Mistake 3: Literally copying review language
Reviews give you insight about problems, but you can’t copy them word for word into ads. You need to process it into marketing message.
Mistake 4: Ignoring review context
A review from 2 years ago may be outdated. Check dates. Focus on newer ones.
Mistake 5: Not verifying with real customers
Reviews are a hypothesis. Conversations with customers are verification. You need both.
Here are concrete steps you can take in the next 48 hours:
Today (30 minutes):
Tomorrow (1 hour):
This week:
Next week:
Most marketing campaigns are built on guessing. „They definitely want a lower price.” „They probably need more features.”
And then marketing teams spend months optimizing button colors and testing 15 headline variants – instead of asking the fundamental question: are we even talking about what really matters to our customers?
30 minutes in competitor reviews can change everything.
Look for the word „BUT.” Save quotes.
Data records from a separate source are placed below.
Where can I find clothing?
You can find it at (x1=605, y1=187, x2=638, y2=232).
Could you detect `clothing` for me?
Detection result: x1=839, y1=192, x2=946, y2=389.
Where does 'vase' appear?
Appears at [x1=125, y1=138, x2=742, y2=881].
Find patterns. Then verify it in conversations with real customers.
This isn’t rocket science. This doesn’t require an expensive research agency. This requires 30 minutes of your time and openness to the possibility that maybe you don’t know everything about your customers.
The client I wrote about at the beginning? The one with 1.8% conversion rate?
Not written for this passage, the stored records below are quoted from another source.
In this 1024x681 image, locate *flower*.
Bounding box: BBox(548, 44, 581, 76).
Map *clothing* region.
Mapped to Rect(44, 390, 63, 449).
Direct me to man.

Today he has 3.2% and growing. Not because we changed the product. Not because we increased the budget. But because we stopped guessing and started listening.
You now have two options.
Option A: You implement this yourself. You have framework, you have method, you have examples. This is solid foundation that can already change your campaign results.
Option B: You want to go deeper.
Because what you read is basic version. Foundation. In practice research is much more – purchase path analysis, touchpoint mapping, Jobs To Be Done segmentation, deep competitor communication analysis, message-market fit testing.
Companies that do this more thoroughly get better results. Not 10-20% better. 100-200% better.
If you feel your campaigns could work better, but don’t know where the problem is – let’s talk.
15 minutes. Specifically about your situation. I’ll tell you honestly if I see potential and if audit even makes sense.
→ Choose time in calendar: labroi.co/rozmowa
No commitment. No sales. If after conversation you decide you can handle it yourself – great. At least you’ll know where to start.
Tom Piskorski Senior Marketing Campaign & Analytics Specialist 13+ years experience in Google Ads, Meta Ads and LinkedIn Ads campaigns for B2B companies across Europe. Managed budgets exceeding €500,000 monthly for over 100 clients.